As the field of interventional cardiovascular medicine has in recent years rapidly spread beyond coronary intervention into the structural heart and endovascular arenas, only a handful of therapeutics have garnered as much interest as renal denervation (RDN) for the treatment of hypertension (HTN). In part, this is a result of the remarkable demonstrations of clinical efficacy of RDN when applied to patients with resistant HTN – findings that have been consistent across a range of devices and patient subgroups1,2. These efficacy data, observed in conjunction with very low rates of adverse safety events in the currently existing small to moderately sized clinical trials of RDN therapies, have set the stage for what some would consider an impending “explosion” of use of RDN for the treatment of HTN and beyond.

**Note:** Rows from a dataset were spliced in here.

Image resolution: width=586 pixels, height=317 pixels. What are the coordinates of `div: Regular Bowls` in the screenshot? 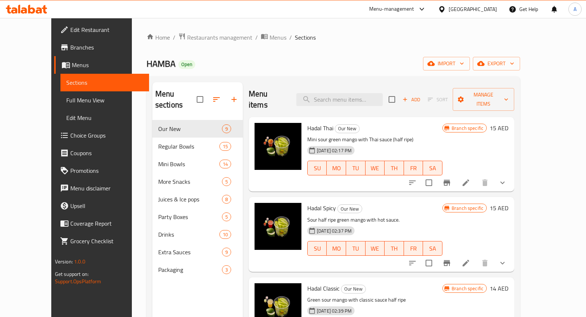 It's located at (189, 146).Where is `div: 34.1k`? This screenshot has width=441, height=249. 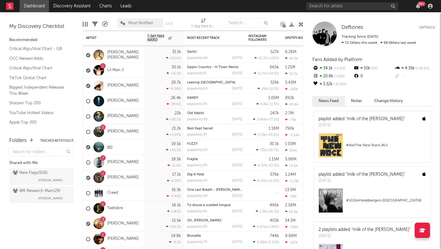 div: 34.1k is located at coordinates (332, 68).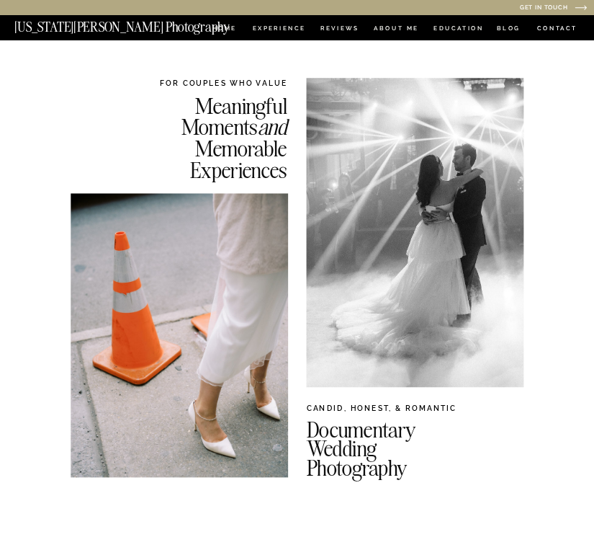 The height and width of the screenshot is (537, 594). I want to click on nav: Experience, so click(279, 30).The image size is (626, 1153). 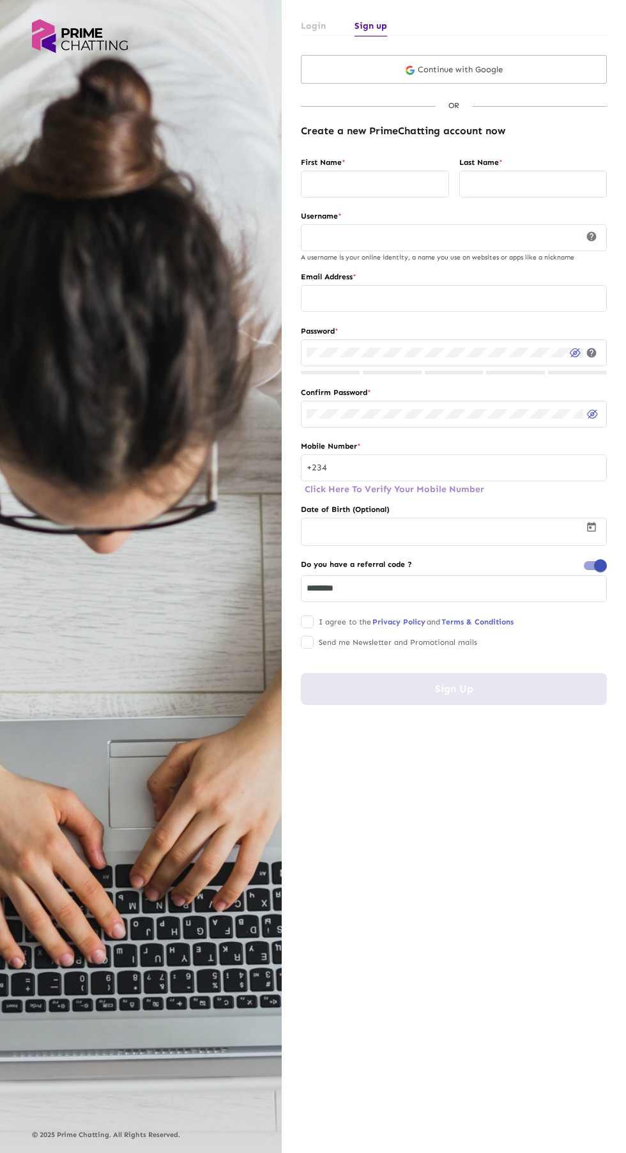 I want to click on a: Continue with Google, so click(x=454, y=69).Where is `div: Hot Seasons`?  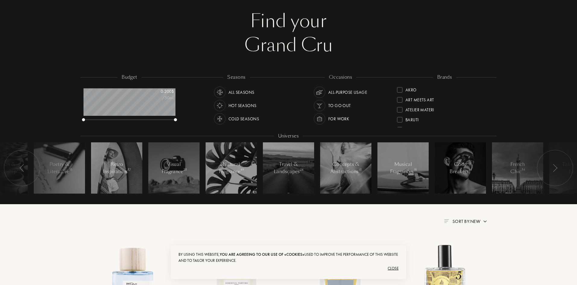 div: Hot Seasons is located at coordinates (242, 106).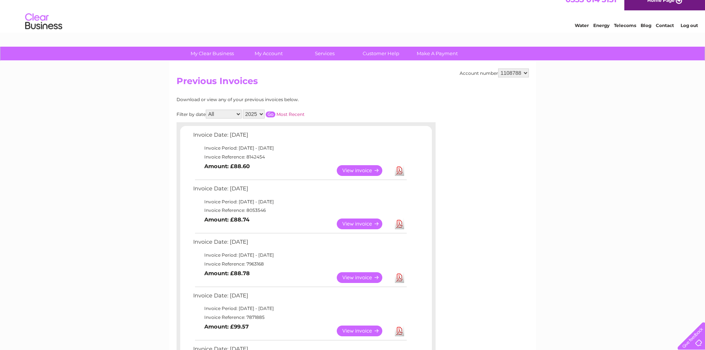  Describe the element at coordinates (227, 219) in the screenshot. I see `b: Amount: £88.74` at that location.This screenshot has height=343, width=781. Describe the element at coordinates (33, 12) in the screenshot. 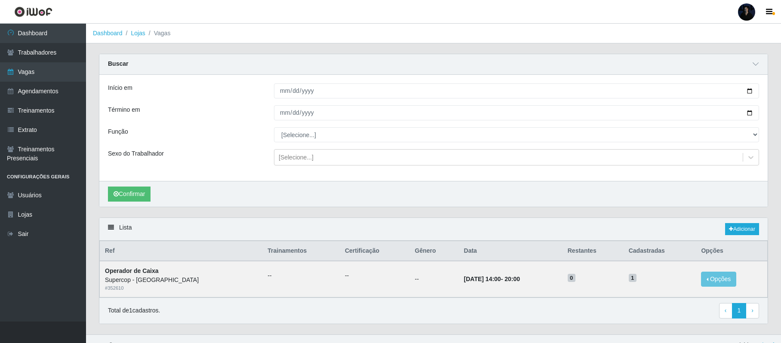

I see `img: CoreUI Logo` at that location.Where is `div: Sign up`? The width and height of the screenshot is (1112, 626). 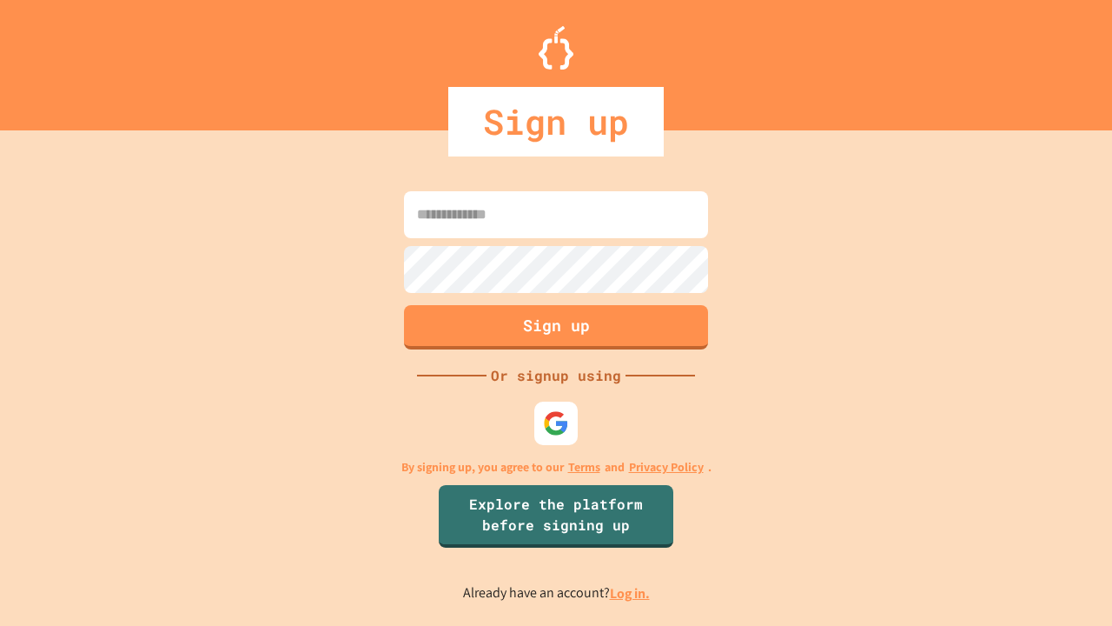
div: Sign up is located at coordinates (556, 122).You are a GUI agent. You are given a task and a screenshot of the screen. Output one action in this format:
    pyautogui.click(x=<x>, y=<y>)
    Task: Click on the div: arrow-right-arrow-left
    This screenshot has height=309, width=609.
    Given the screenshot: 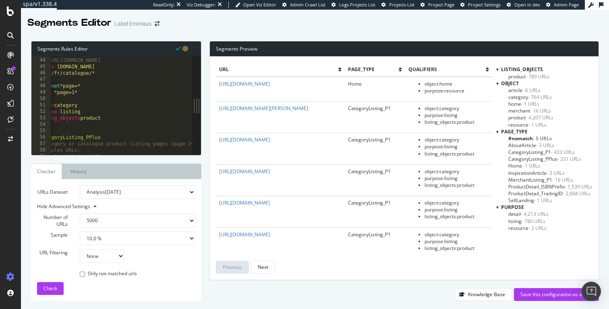 What is the action you would take?
    pyautogui.click(x=157, y=24)
    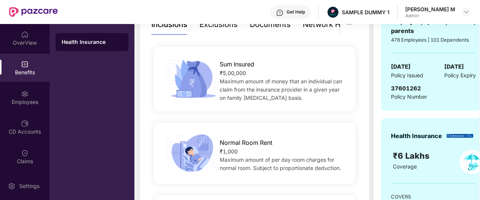 This screenshot has width=480, height=200. Describe the element at coordinates (219, 24) in the screenshot. I see `div: Exclusions` at that location.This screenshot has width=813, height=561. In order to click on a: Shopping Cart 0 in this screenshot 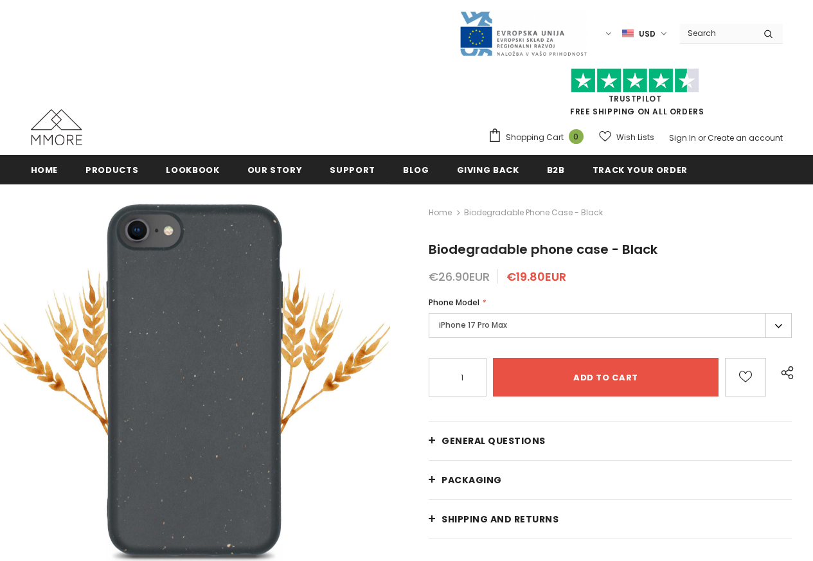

In anticipation of the significant interest in more widespread utilisation of RDN therapies, there have been several professional society-based efforts both to establish and to describe consensus best practices for this therapy1-3. In addition to establishing practice standards, these consensus documents can help the practising clinician to understand the pathophysiologic basis for RDN and to assess objectively the strengths and limitations of the current evidence base studying the clinical use of RDN therapies. In this regard, the document by Tsioufis et al, in the current issue of EuroIntervention, builds upon prior consensus efforts by focusing in greater detail specifically upon the procedural aspects of RDN, and should serve as a welcome reference for proceduralists wishing to perform RDN in their practice.
Particular attention is paid to several aspects of the procedure that may be less readily familiar to endovascular interventionalists with only limited knowledge of renal artery interventions, including: variations of renal artery anatomy, the use of non-invasive imaging to assess renal arteries, the location and anatomy of renal sympathetic nerves and, importantly, several technical procedural details including the management of periprocedural medications during RDN, such as sedation and antithrombotic therapy. Although there has been rapid differentiation and expansion of technologies to perform RDN, the technology-by-technology summaries of the various current devices within the document will also serve as an opportune refresher for those who have not followed this growing field closely.
Ultimately, the most appropriate clinical use of these various RDN devices will depend upon each therapy providing strong clinical evidence of efficacy with an acceptable safety profile. It is remarkable that, despite sky-high expectations for a technology that many consider well beyond its infancy in the European Union and Australia, RDN therapies are not even approved outside of clinical trials in the United States, Japan, China, and a host of other countries. Moreover, several important and fundamental questions regarding RDN therapies at present remain unanswered and are under active investigation (Table 1). One of the most intriguing aspects of RDN therapy has been the recent concern that the effectiveness of RDN therapies on blood pressure has been grossly overestimated due to the potential for systematic bias in single-arm and non-placebo-controlled studies of RDN therapies4. Although observational studies of RDN have demonstrated significant reductions in blood pressure of patients with non-pseudoresistant HTN as ascertained by both office and ambulatory monitoring5, the results of the pivotal SYMPLICITY HTN-3 trial (as well as other future and ongoing randomised trials) are eagerly anticipated in order to assess the true efficacy of RDN when applied in a sham-controlled design employing masked blinding and endpoint ascertainment6.
As we wait for the results of these trials, the excitement and interest in RDN therapies is only growing. At the last count, there were >100 registered studies on www.clinicaltrials.gov studying RDN with an expanding range of devices and indications for therapies (including those beyond HTN). However, in addition to becoming familiar with the technologies and practical application of the RDN procedure itself, those who practise interventional cardiovascular medicine would additionally be well served by becoming more familiar with the preprocedural work-up and evaluation of patients with resistant HTN. Although the scope of the present document by Tsioufis et al is by design primarily limited to procedural aspects of RDN, this document should be viewed in conjunction with other existing consensus documents that are able to devote more attention to the appropriate evaluation and management of resistant HTN as a whole1,2.
In order to understand which patients will benefit most from RDN, we must familiarise ourselves better with the fundamentals and pathophysiology of the HTN disease process itself. Increasingly, we as proceduralists are asked to extend our knowledge beyond technical skills alone and to participate actively in shared decision-making with our patients and with other treating physicians (such as hypertension specialists). If we are unable to transfer our expertise outside the procedural suite or catheterisation laboratory and into the office-based treatment of our patients with HTN, we potentially stand to compromise the overall clinical benefit of a highly effective therapy by misapplication of RDN to patients who may benefit less from the procedure. As with any other therapeutic intervention (particularly an invasive one), the most effective application of RDN therapy will be observed when it is applied to the most appropriate candidates for the therapy: those with the most to gain, and the least to lose.
Conflict of interest statement
The authors have no personal conflicts of interest to declare. Institutional research grants have been provided to Columbia University by Medtronic, Boston Scientific, and St. Jude Medical.